The British people have spoken. Just over half of those who voted in the referendum supported leaving the EU. Although their votes are not legally binding, politicians of all parties have agreed that they will follow their instructions. The big question is “what is next?”
I was in Norway on the night of the 23 June 2016. Ironically, given the dominance of migration in the debate on EU membership, I was attending a major conference on migration and health. I was phoned about 5 am by a journalist who asked me what next? I didn’t have an answer. She understood, and she was also audibly in shock. A few hours later I had to speak to the over 400 people at the conference, many of whom had dedicated their lives to supporting migrants. What was I to say? Again, I had no idea. All I could do was to thank them for everything they do, making a stand against the hatred and division that had been so prominent in the UK in the preceding weeks.
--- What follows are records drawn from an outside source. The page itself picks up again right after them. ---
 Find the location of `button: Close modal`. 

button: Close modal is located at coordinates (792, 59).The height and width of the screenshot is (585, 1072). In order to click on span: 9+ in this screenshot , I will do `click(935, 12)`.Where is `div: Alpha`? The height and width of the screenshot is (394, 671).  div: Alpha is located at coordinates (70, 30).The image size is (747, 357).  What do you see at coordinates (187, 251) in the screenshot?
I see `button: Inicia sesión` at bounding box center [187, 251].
The British in the audience were, like me, in shock. Some, including one of my closest Belgian colleagues, were particularly affected, having worked closely with Jo Cox. Together, we remembered her and the migrants she cared so much for.
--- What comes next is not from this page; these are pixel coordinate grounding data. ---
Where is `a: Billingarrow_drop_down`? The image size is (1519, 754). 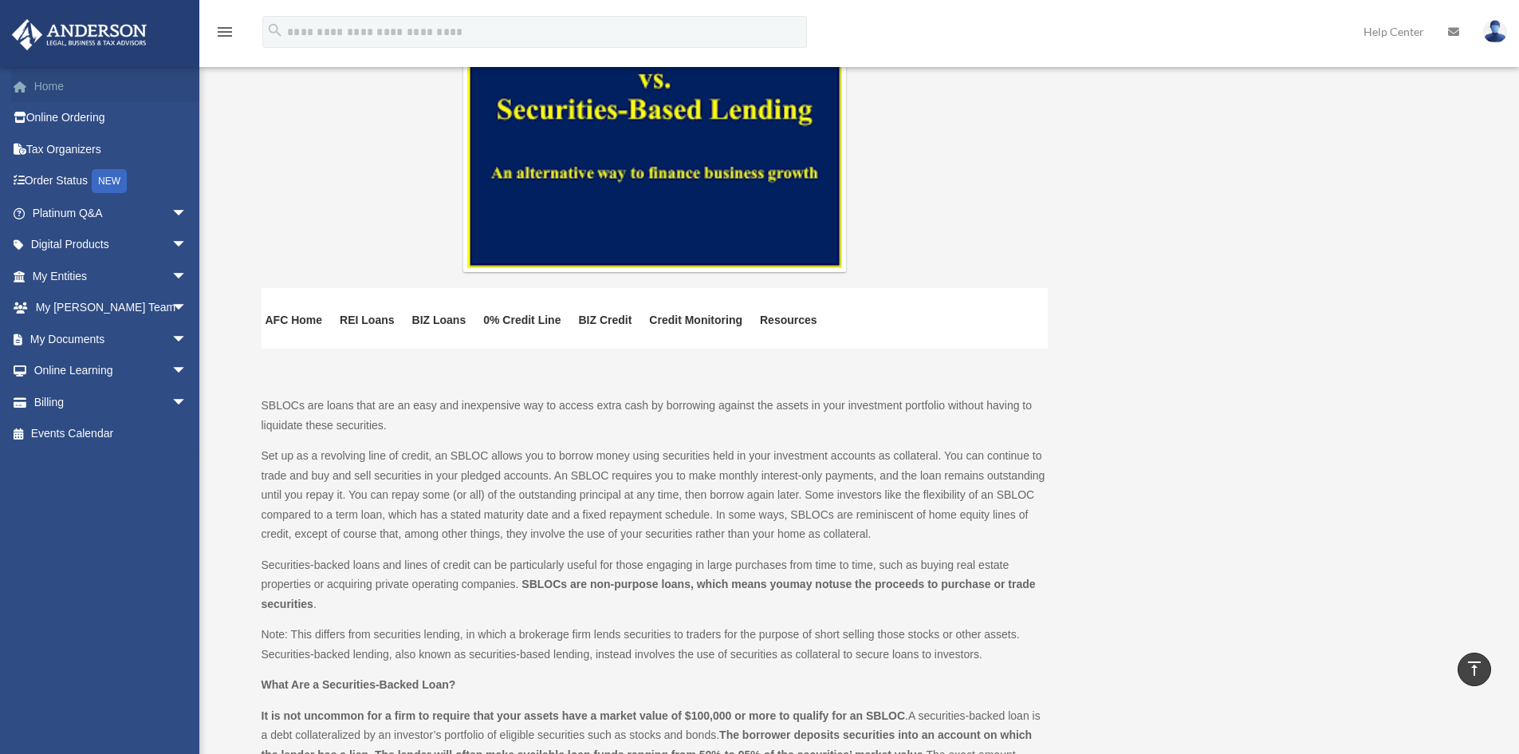
a: Billingarrow_drop_down is located at coordinates (111, 402).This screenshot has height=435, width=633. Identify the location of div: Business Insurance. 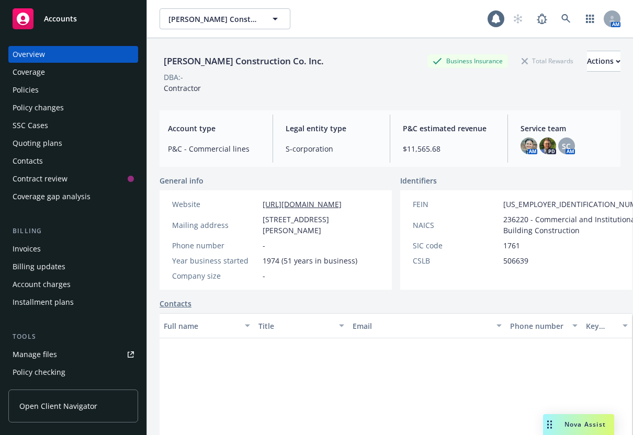
(468, 61).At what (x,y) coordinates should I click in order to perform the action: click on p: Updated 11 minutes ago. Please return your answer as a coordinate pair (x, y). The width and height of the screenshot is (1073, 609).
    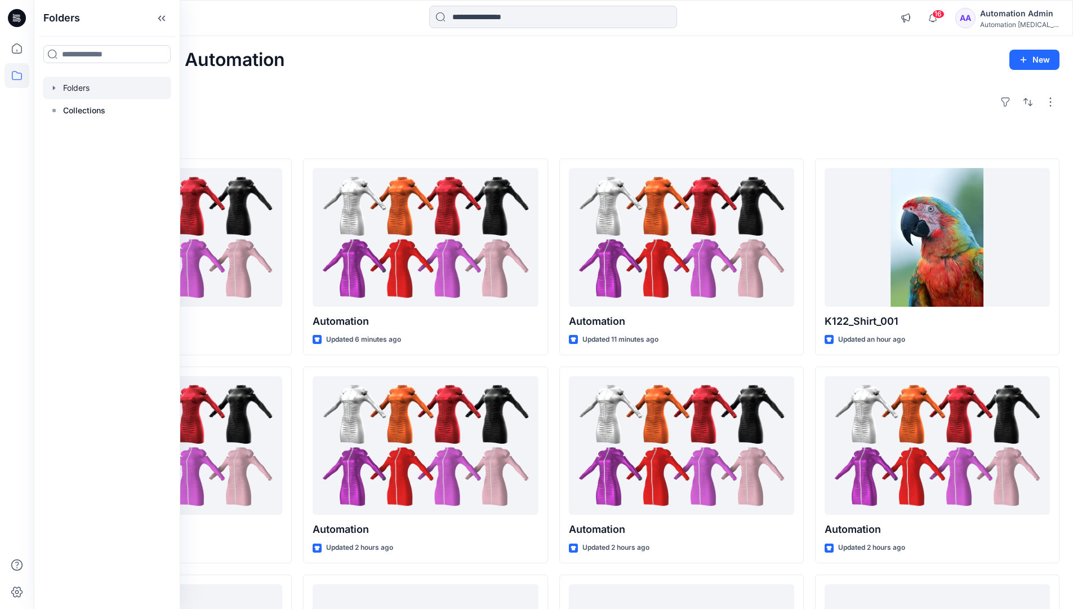
    Looking at the image, I should click on (620, 339). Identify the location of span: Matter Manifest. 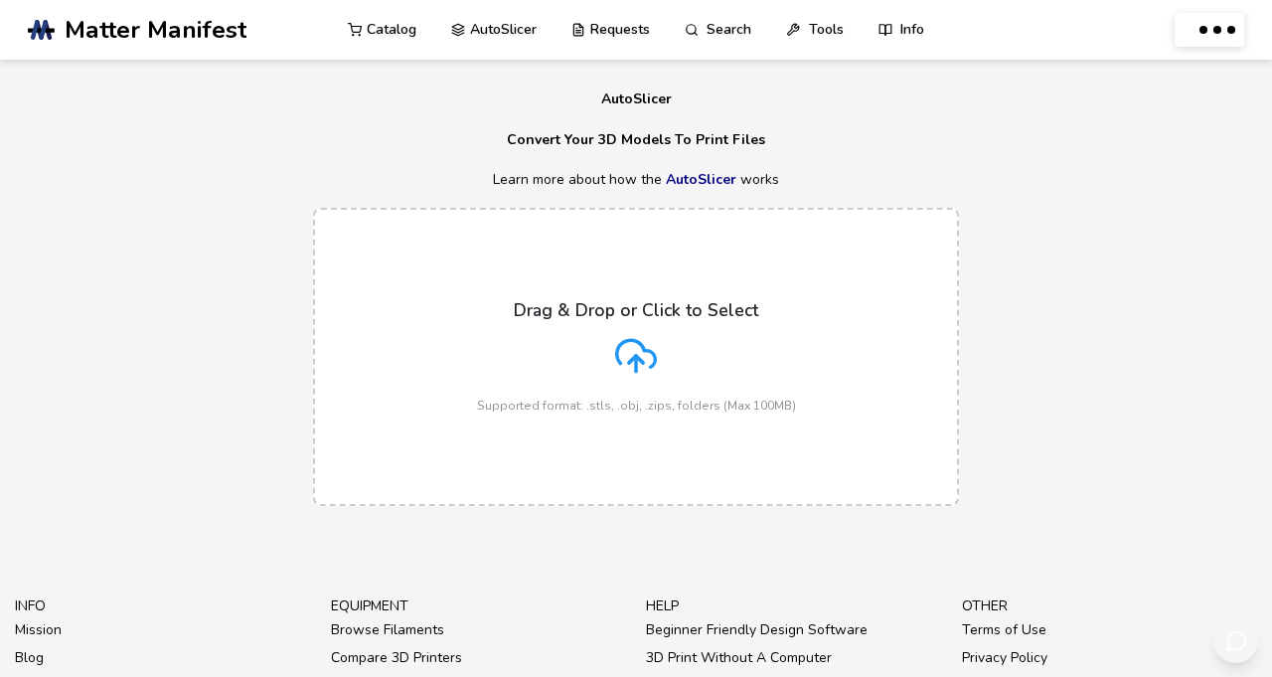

I’m writing this a few hours later. David Cameron has declared his intention to resign. The pound and the London stock exchange have both fallen through the floor. Social media carries accounts of British tourists unable to use their cards in Greek ATMs. It is clear that those in the Remain camp who predicted financial meltdown got it wrong. The reality is even worse.
But what about health? Again, I have no idea. Within an hour of the final results, Nigel Farage, interviewed on ITV, said that the widely quoted £350 million a week contribution to the EU budget, a figure dismissed as nonsense by everyone who understood the EU’s budget system, would not in fact be spent on the NHS. He described the claim that it would, which had been at the heart of the VoteLeave campaign, as a “mistake”.
Of course, it was only one in a long list of “mistakes” made by those advocating Brexit. And here we need to make an important distinction. Commentators have sought to portray both sides as peddling untruths. Would every household really lose £4,300 per year, as Remain claimed? Of course not? But how do you explain complex models and confidence intervals in a media bubble dominated by six second sound bites? What was in no doubt, and what has subsequently been confirmed, is that the British economy would suffer a severe hit. In contrast, VoteLeave’s claims about Turkey’s accession, the UK’s contribution, and an EU army, were straightforward lies. So what is the VoteLeave plan?
Who knows? We don’t even know whether they want to increase or decrease immigration, which was at the heart of their arguments. But we now urgently need some answers. Joining the EU is difficult enough, but at least there is an agreed goal. Countries must implement the acquis communitarire, the accumulated body of EU law. But leaving will be far more difficult as we lack either a road map or an agreed destination. And worse, successive job losses in the civil service, including, in the Department of Health, some of the few people who actually understand the EU, make one wonder whether we actually have the ability to do it.
One possibility would be the Norwegian model. That would ensure access to the single market and many of the benefits of EU membership. But it would also require that we accept free movement of people and continued contributions to the EU budget, with the Norwegians actually paying more per head than the UK, as well as acceptance of almost all EU legislation. It is difficult to reconcile this with the “benefits” claimed by VoteLeave.
If we are really to “take control,” we would have to cut ourselves off to a much greater degree, accepting not just tariff barriers but also the vast paperwork that goes with them. My daughter, on a gap year, recently posted her climbing boots home from the USA. I had to fill out a four page customs form. If we are to control our borders, keeping those with a criminal record out, we will need to establish an ESTA type system, such as that operated by the USA, Australia, and now Canada. Inevitably, our European neighbours would retaliate. Those thinking of stag nights in Prague who have, at some point in their youth, accepted a police caution, might reflect on that. Spanish ministers have already said that British pensioners may lose their entitlements to healthcare and even to long term residence. So we might replace all the EU migrants providing healthcare with retired Britons who will be using it, or whatever is left given the damage to the economy.
Then there is the question of what policies a British (or more likely, English and independent Scottish) governments will pursue. As Sir John Major noted, the NHS is about as safe in the hands of some leading supporters of Brexit as a pet hamster is with a hungry python.
Before we can even begin to think about the implications for health, we need an answer to these questions. Anything else is simply guess work. The only one thing that is clear is that, for public health, healthcare, or medical research, whatever happens will be an awful lot worse than what we have at present.
Martin McKee is professor of European Public Health at the London School of Hygiene and Tropical Medicine.